Knockout Mice Bridge Divide in Diabetes Research

Despite intensive study, scientists still lack a unifying hypothesis for the development of type 2 diabetes, a disease that afflicts more than 100 million people worldwide. In a report in the February 5 Cell, HMS researchers now offer such an explanation.

Research into type 2, or non-insulin dependent, diabetes has long been divided into two camps: those researchers who focus on how muscle, fat and the liver become insulin resistant over time, and those who study the pancreatic beta cells' increasing inability to churn out enough of the hormone to compensate for the peripheral tissues' numbness to insulin. But it has never been clear how these two pathological processes are connected.

In this study, researchers led by C. Ronald Kahn, the Mary K. Iacocca professor of Medicine at HMS and director of Joslin Diabetes Center, created "conditional knockout" mice, in which the gene of interest is disrupted only in a specific tissue. The mice lacked the gene for the insulin receptor only in their pancreatic beta cells, allowing Kahn's team to look at insulin signaling apart from its confusing web of body-wide interactions and study it at the suspected source of the disease, pancreas.
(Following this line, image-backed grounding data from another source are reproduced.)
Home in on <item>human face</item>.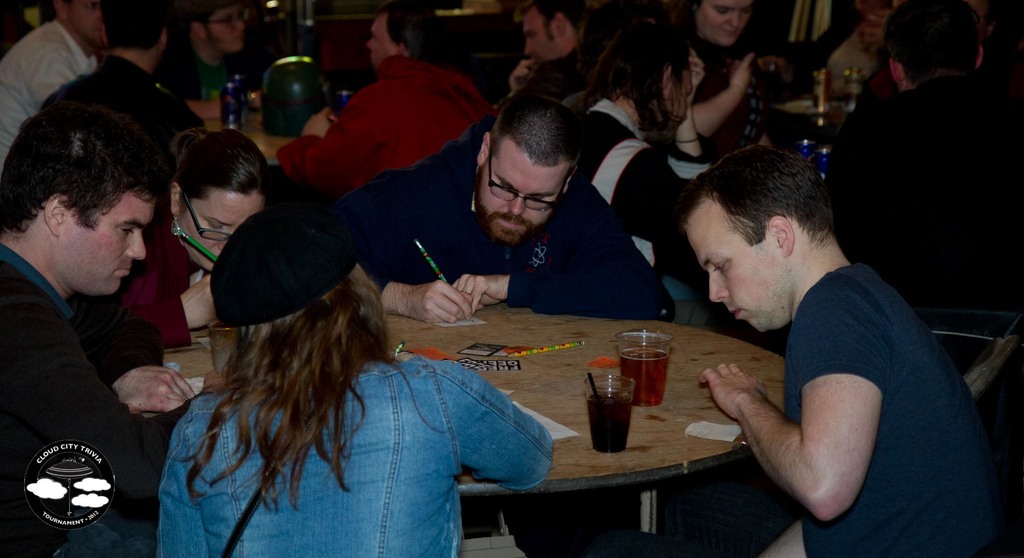
Homed in at l=474, t=154, r=562, b=242.
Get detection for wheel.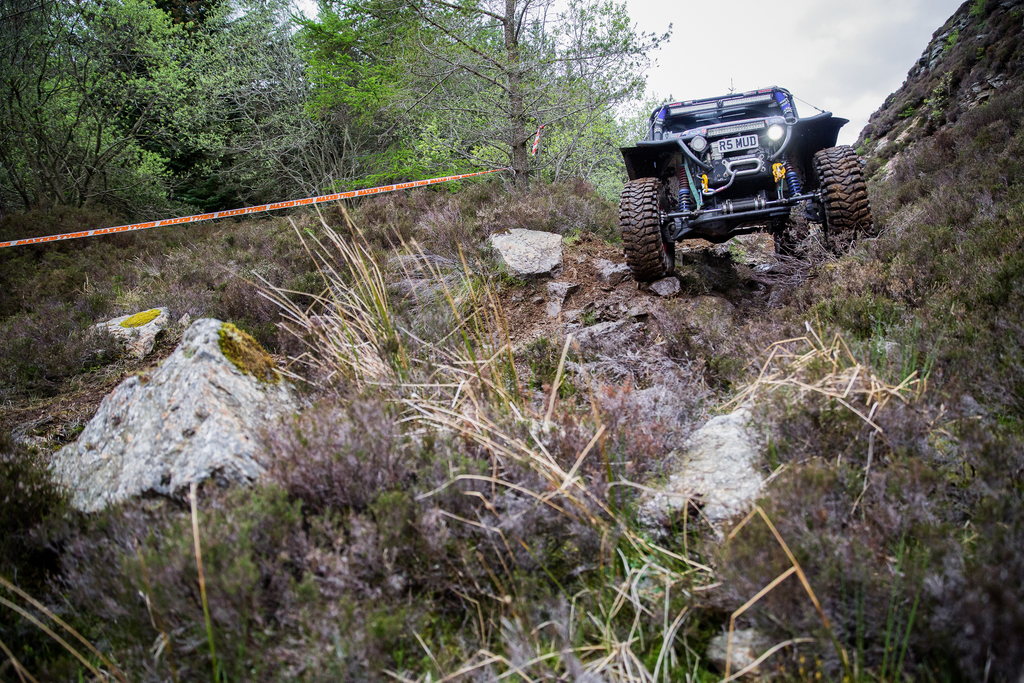
Detection: rect(614, 174, 680, 288).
The engineered mice were unable to release an initial burst of insulin in response to glucose. Like humans with early stage disease, the mice developed a progressive inability to handle a glucose challenge. The researchers suggest that a twofold insulin defect is at play in the pancreas: beta cells themselves become resistant to insulin, which in turn impairs their ability to secrete insulin. Coupled with insulin resistance in peripheral tissues, these defects could result in the classical pathology of this disease, the authors write.